A lot of totally deranged contortions in C++, if you are lucky to find someone sharing the "secret" committee discussions, end up being caused by interaction of ODR, ADL, decay and other equally disease-sounding features. Like, I'd like to know how many people that can use C++ comfortably could write implementation of std::move and std::forward without looking. Or even tell which is which. Actually, let's try:
Now, since all this jenga must remain functional, the only option they have to try and fix stuff that is a complete misfeature (like "this" being a pointer) is either requiring you to write make_this_code_not_stupid keywords everywhere ("explicit", "override", ...), or introduce magic rewriting rules (closures, range for, ...)
some fixes go much lower, "decltype(auto)" being a pinnacle of language design that will unlikely be surpassed.

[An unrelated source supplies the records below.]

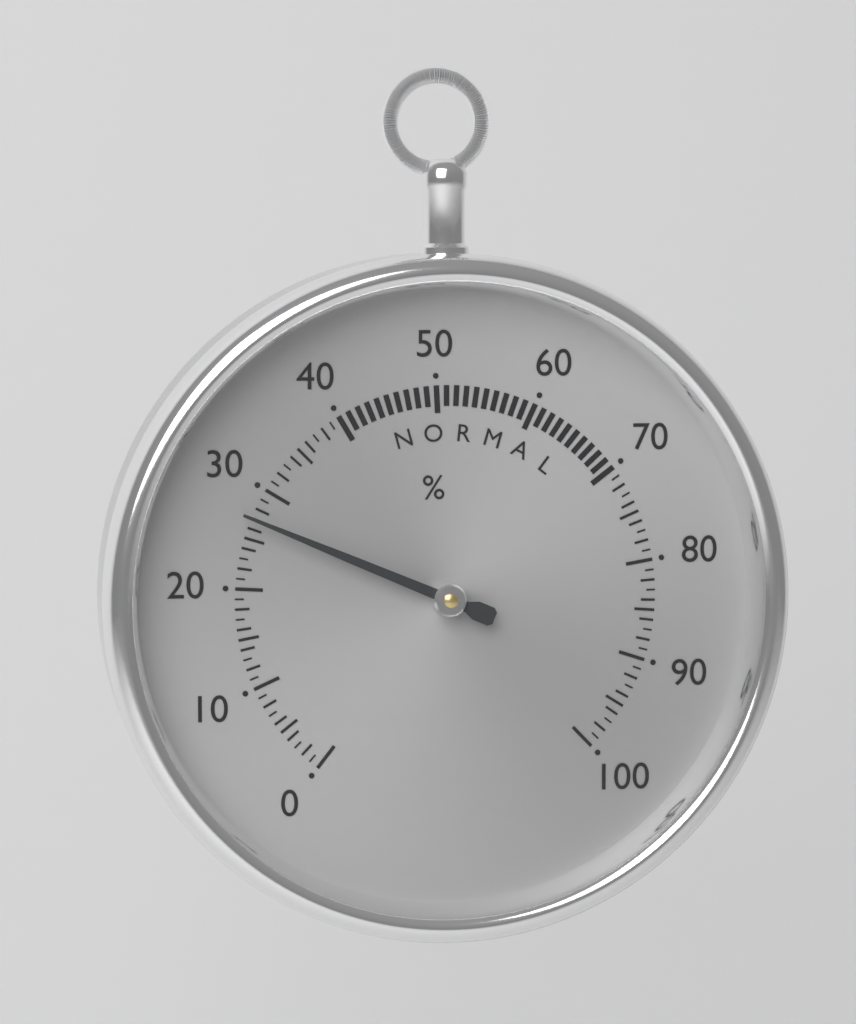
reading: 27 %
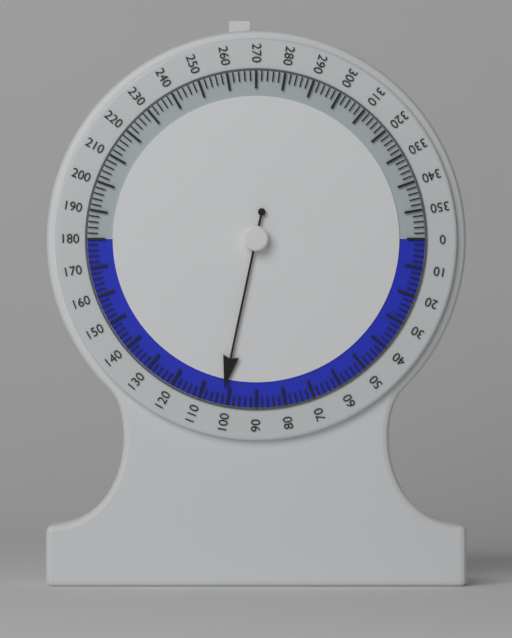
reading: 102 (no unit)
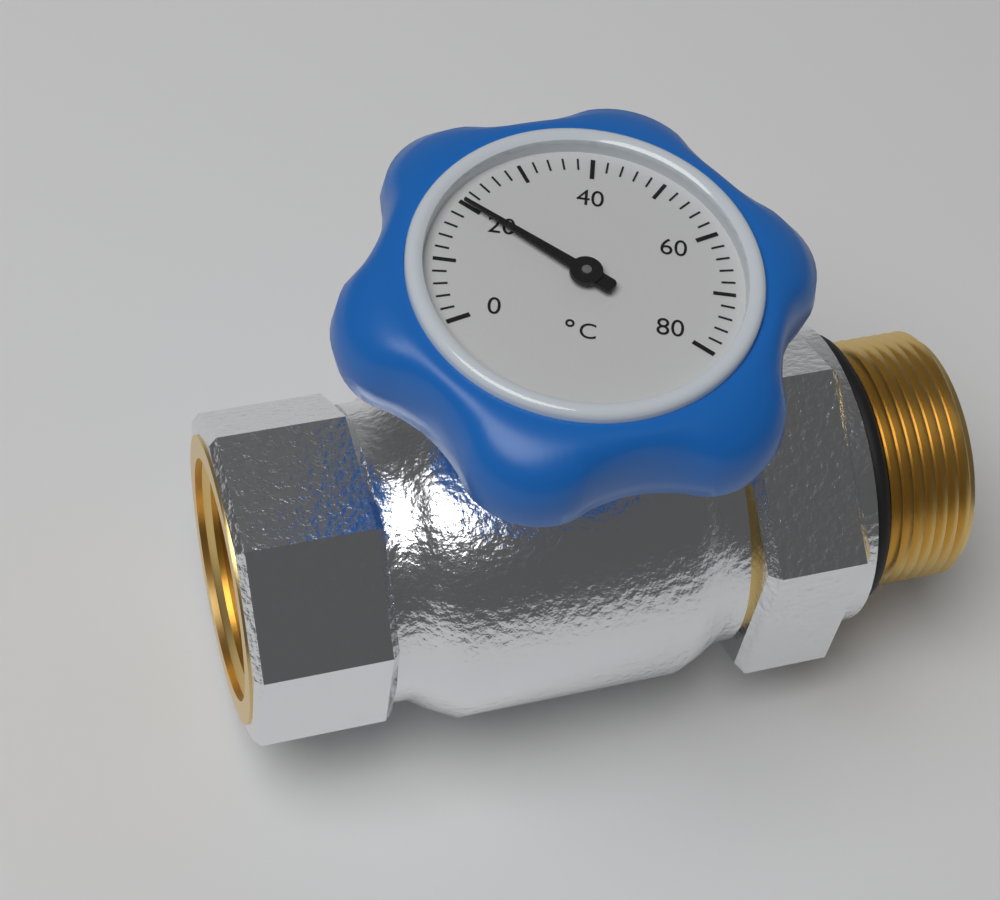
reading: 20 °C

Because the more desirable fix was requiring explicit annotation for "new" virtual functions, and make silent hiding an error. Instead, we have situation where you have to write "override" everywhere to get the desired sane behaviour.

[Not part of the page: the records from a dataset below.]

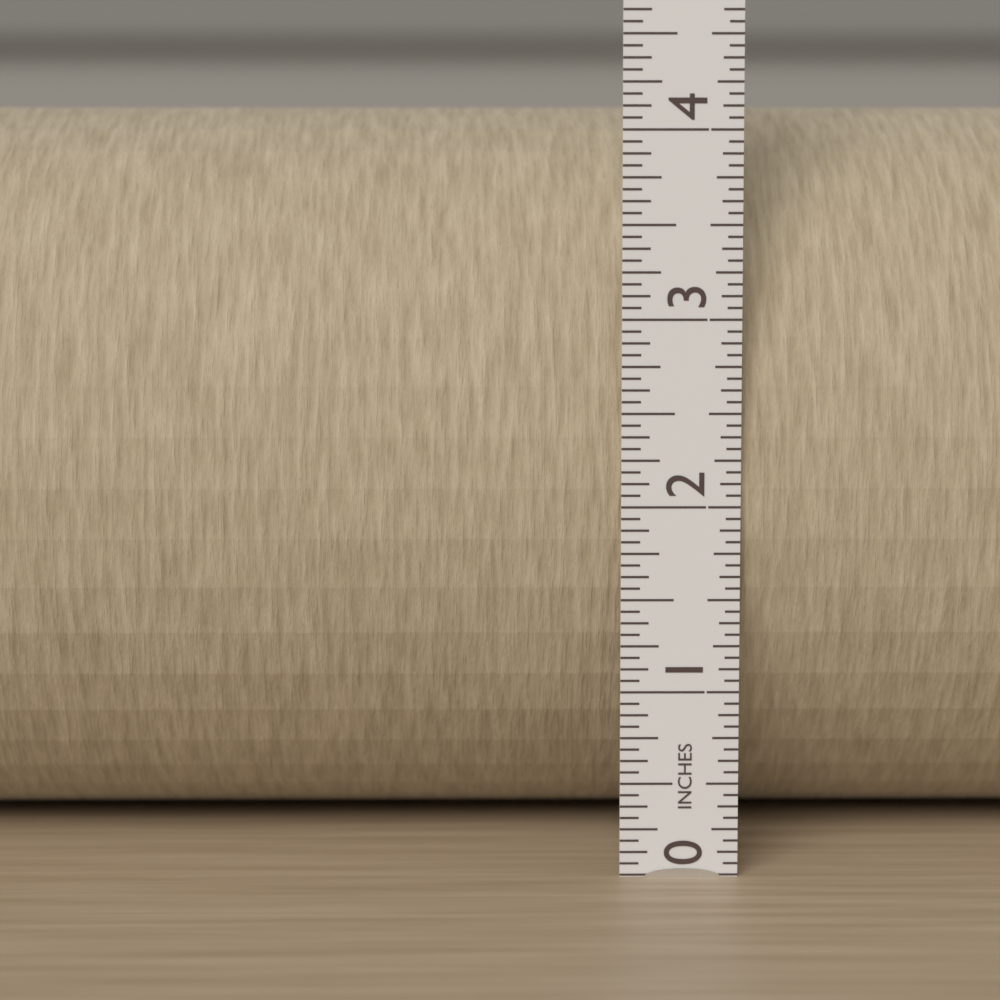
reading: 4.1875 in
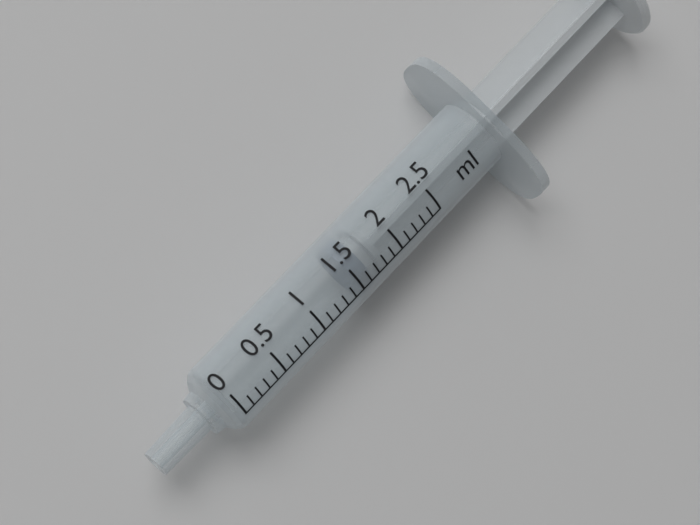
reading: 1.5 ml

I agree that explicit annotation for overrides is desirable, but disagree that it alleviates the need for `override`. The fact that a method is introduced for the purpose of overriding is IMO important enough to justify an explicit annotation regardless, much like C# does it with `new` and `override`.
It's also not clear to me what this has to do with ODR, ADL etc. That is to say, it's obviously a problem with a historical design decision (implicit overrides) that now has to be kept for backwards compatibility reasons, making it impossible to require a `new` annotation above and beyond opt-in compiler warnings. But that particular problem is not a uniquely C++ one, seeing how implicit overrides are actually more common than explicit ones in mainstream OOP languages, largely because they have all inherited this choice from either Simula (as C++ did) or Smalltalk. C# is more of an exception in that regard.

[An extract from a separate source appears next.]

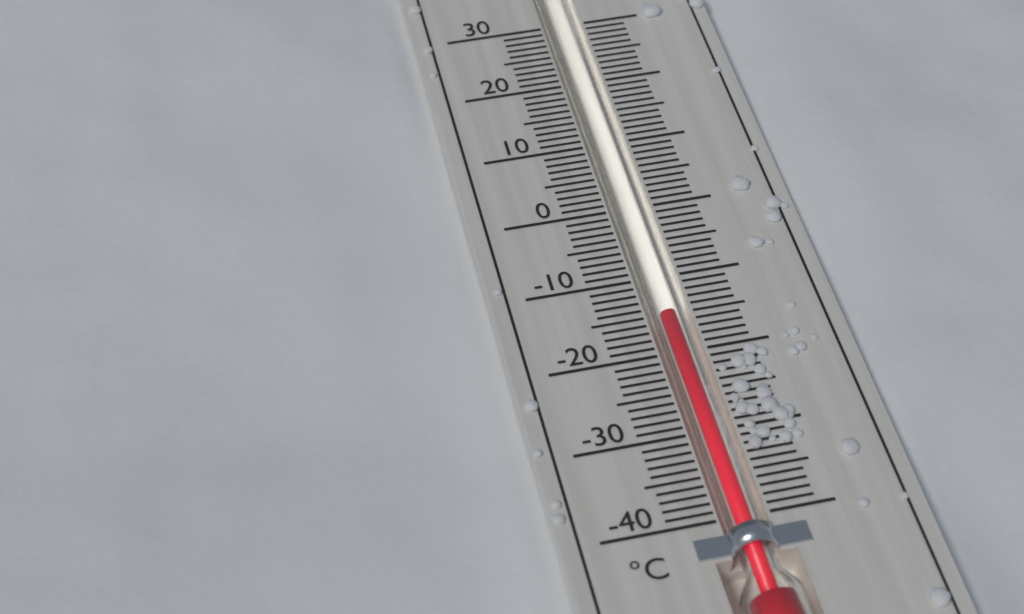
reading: -15 °C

Now, since all this jenga must remain functional, the only option they have to try and fix stuff that is a complete misfeature (like "this" being a pointer) is either requiring you to write make_this_code_not_stupid keywords everywhere ("explicit", "override", ...), or introduce magic rewriting rules (closures, range for, ...)
some fixes go much lower, "decltype(auto)" being a pinnacle of language design that will unlikely be surpassed.